All recipe sites should support schema.org, as it is a global standard, and the ones that don't should be notified and helped if necessary, so they can improve their discoverability online. I only imagined the extra scrapers being for the websites that consciously refuse to comply with web standards, even after they have been notified, which should be relatively few. Besides, if some websites are going out of their way to prevent scraping, it's probably wise to stay away from them, as it might cause legal issues, like the ones youtube-dl has faced before.

I'd rather recommend keeping the code base lean, pushing website maintainers towards better discoverability and accommodating a few edge cases than spending valuable developer time deciphering garbled markup.

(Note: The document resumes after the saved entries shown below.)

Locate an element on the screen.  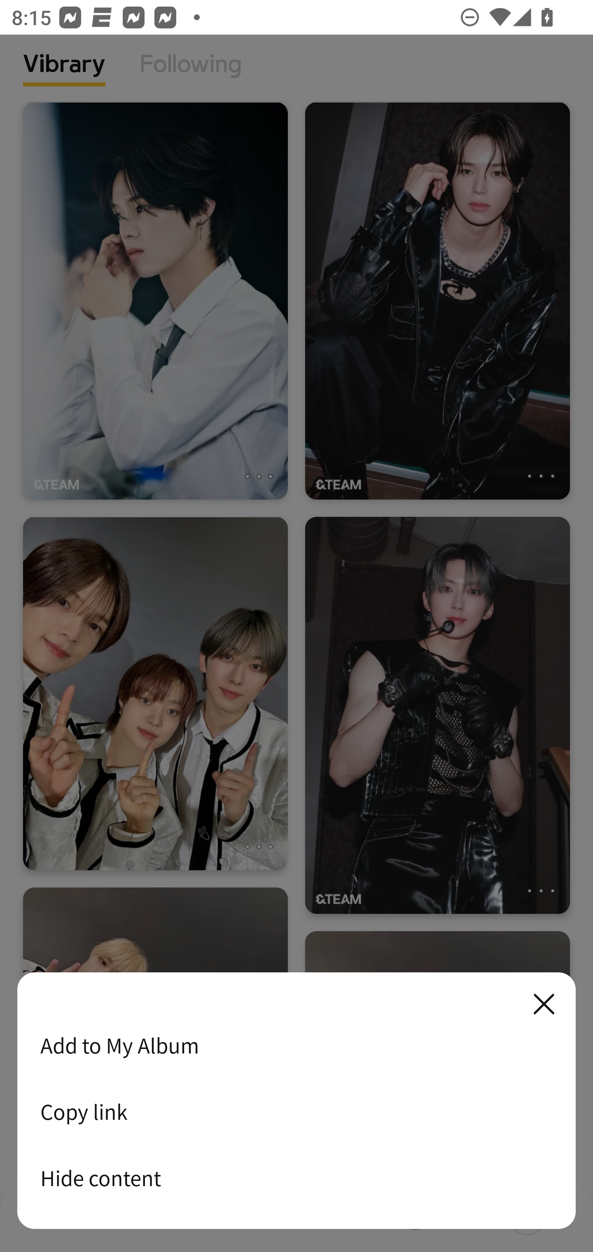
Add to My Album Copy link Hide content is located at coordinates (297, 1102).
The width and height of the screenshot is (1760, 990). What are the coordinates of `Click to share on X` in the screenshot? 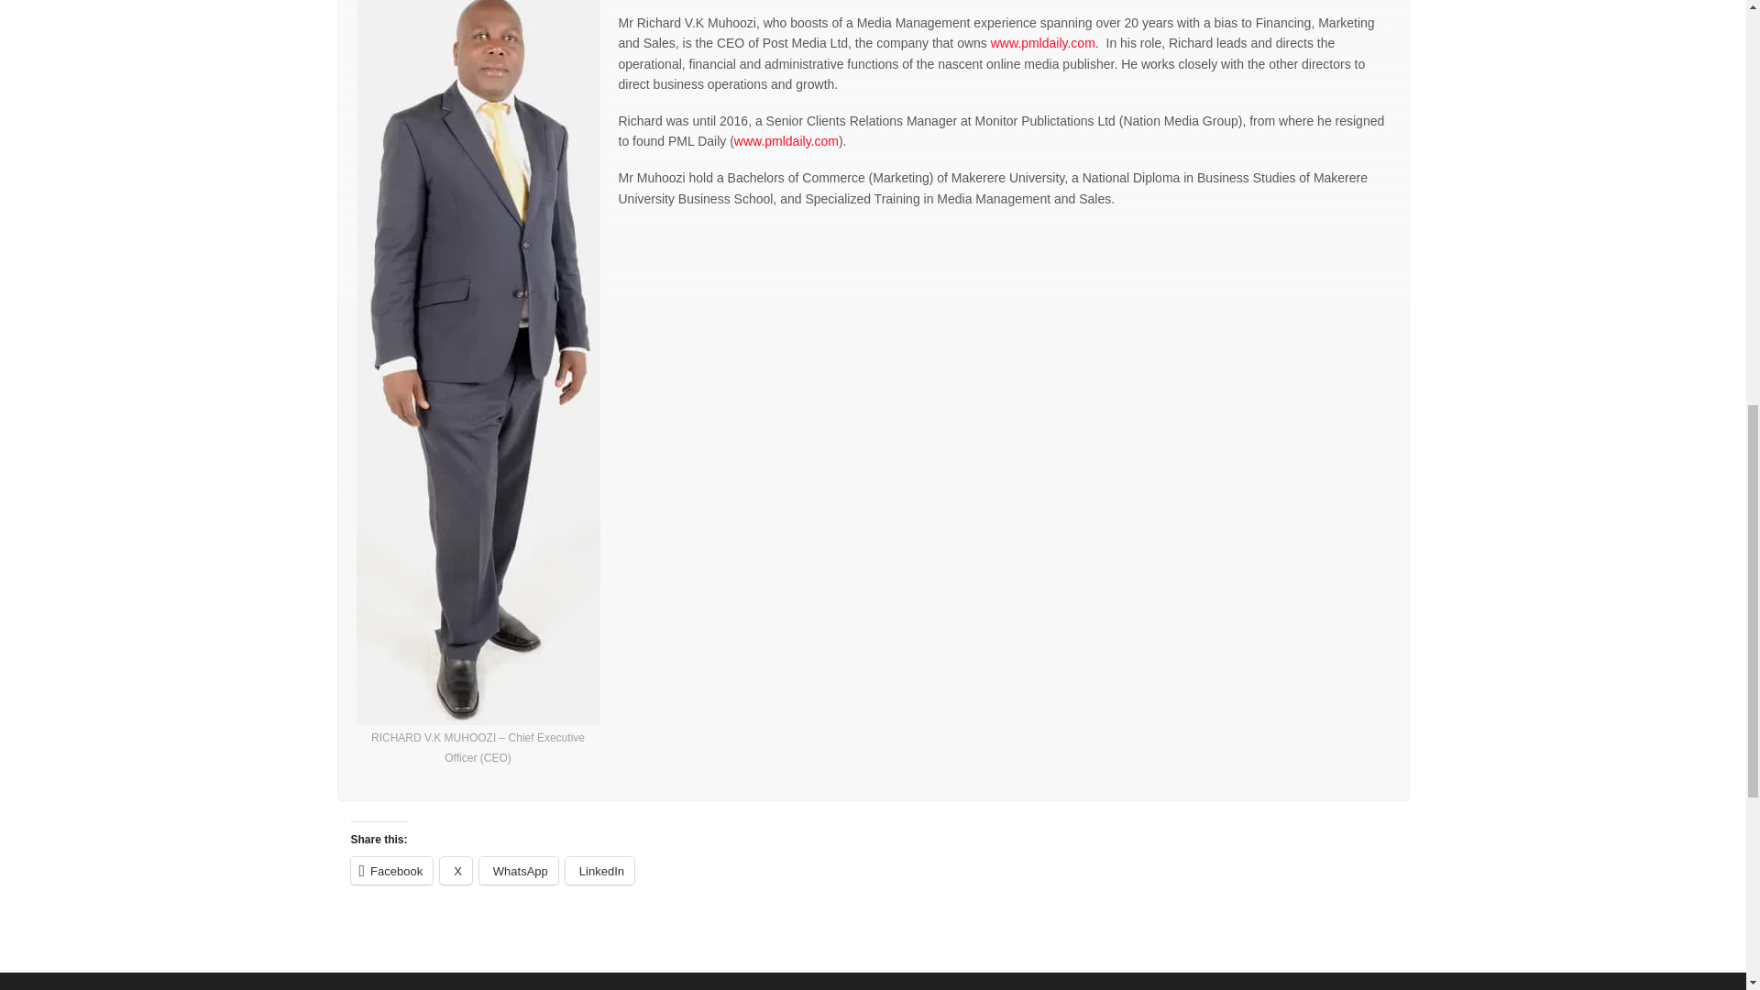 It's located at (456, 871).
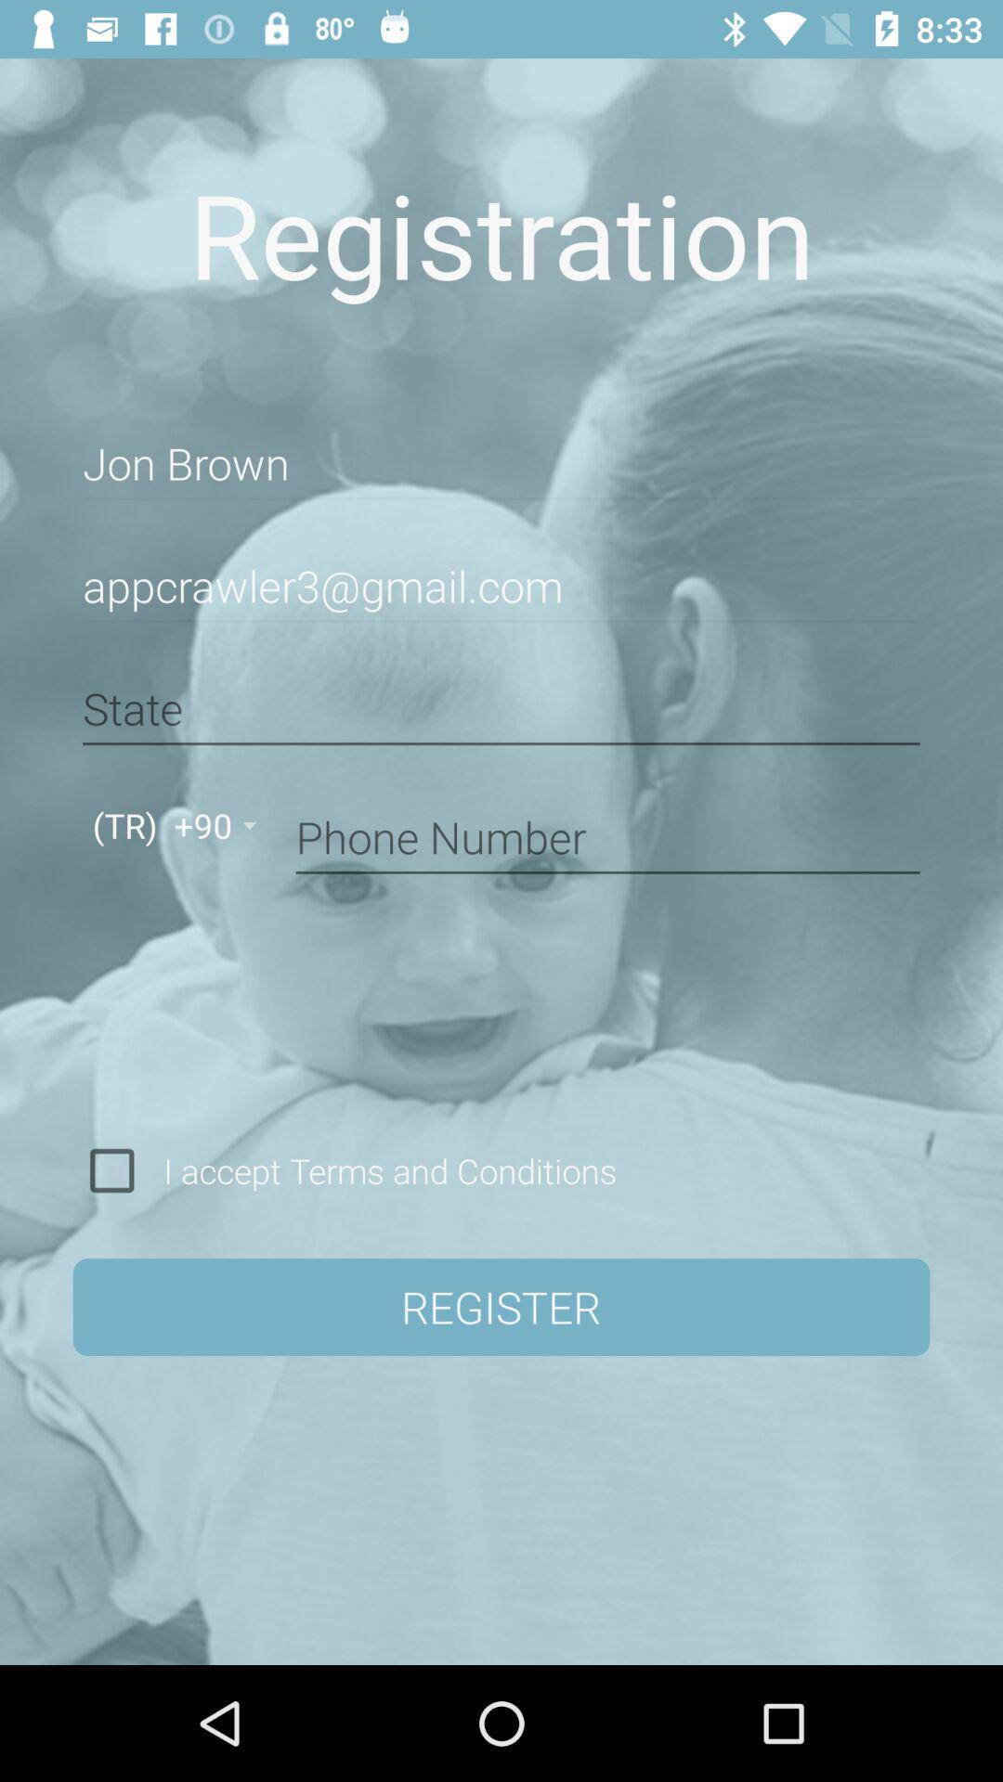 Image resolution: width=1003 pixels, height=1782 pixels. What do you see at coordinates (501, 464) in the screenshot?
I see `scroll until jon brown` at bounding box center [501, 464].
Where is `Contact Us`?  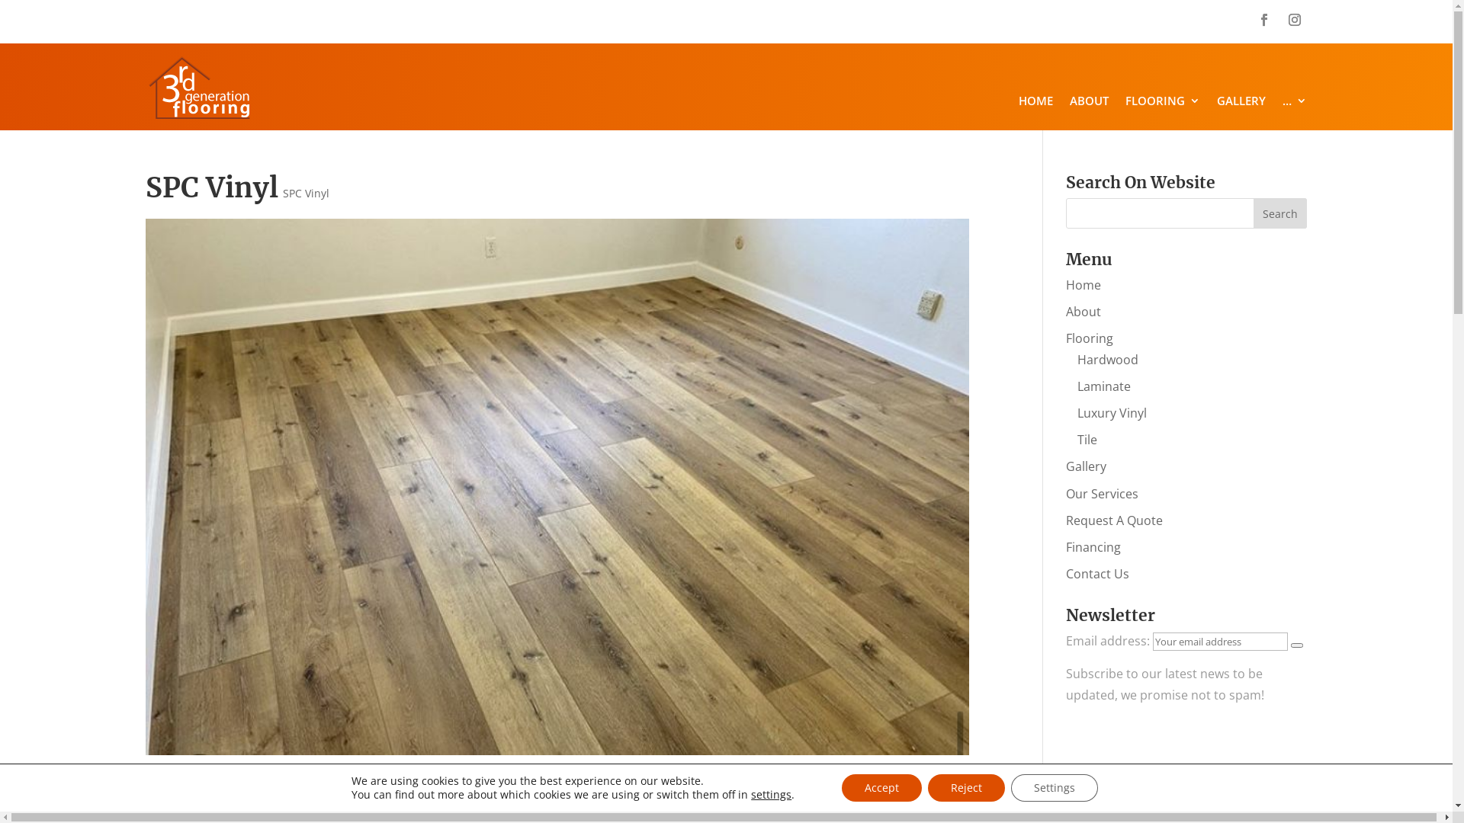
Contact Us is located at coordinates (1098, 574).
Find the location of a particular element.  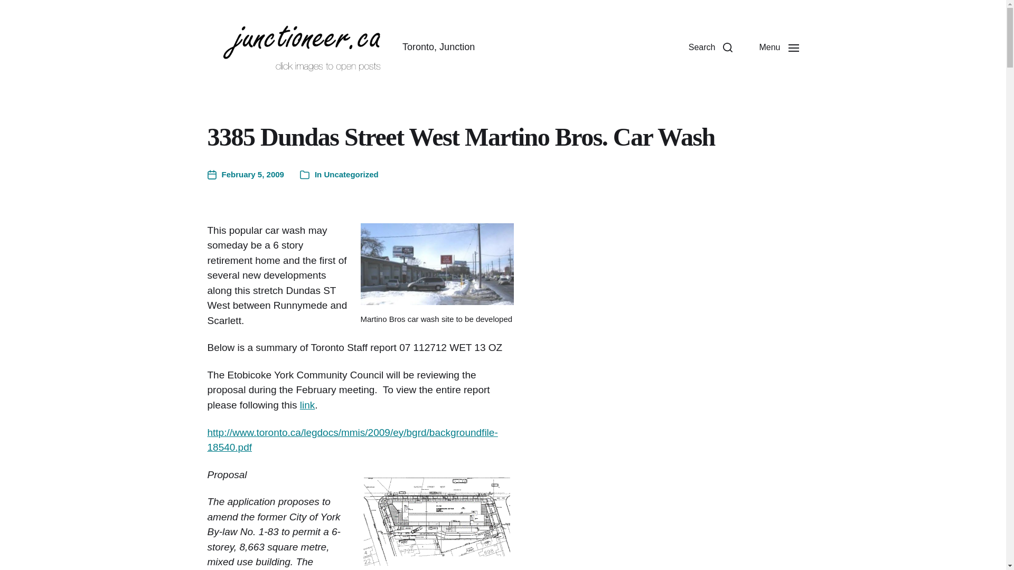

But again, it's just an opinion. If anyone is willing to put in the time to develop this, and it doesn't cause a degradation of the user experience, then by all means go ahead :)

christianlupus commented 3 years ago

As we are bound by the NC core to PHP and do not have the option to start VMs/headless browsers/... I see not much chance to go that route. Also, we have a browser on the client-side, which we could use if it was needed.

All in all, I see a continuous series of questions/issues here why this or why that page is not compatible and why we are not willing to make it work. I consent that the standardized approach using schema.org would be beneficial.

The question is more if we decided to implement site-specific parsers, where these should be located (frontend vs backend). But for now, let's get the standard running first.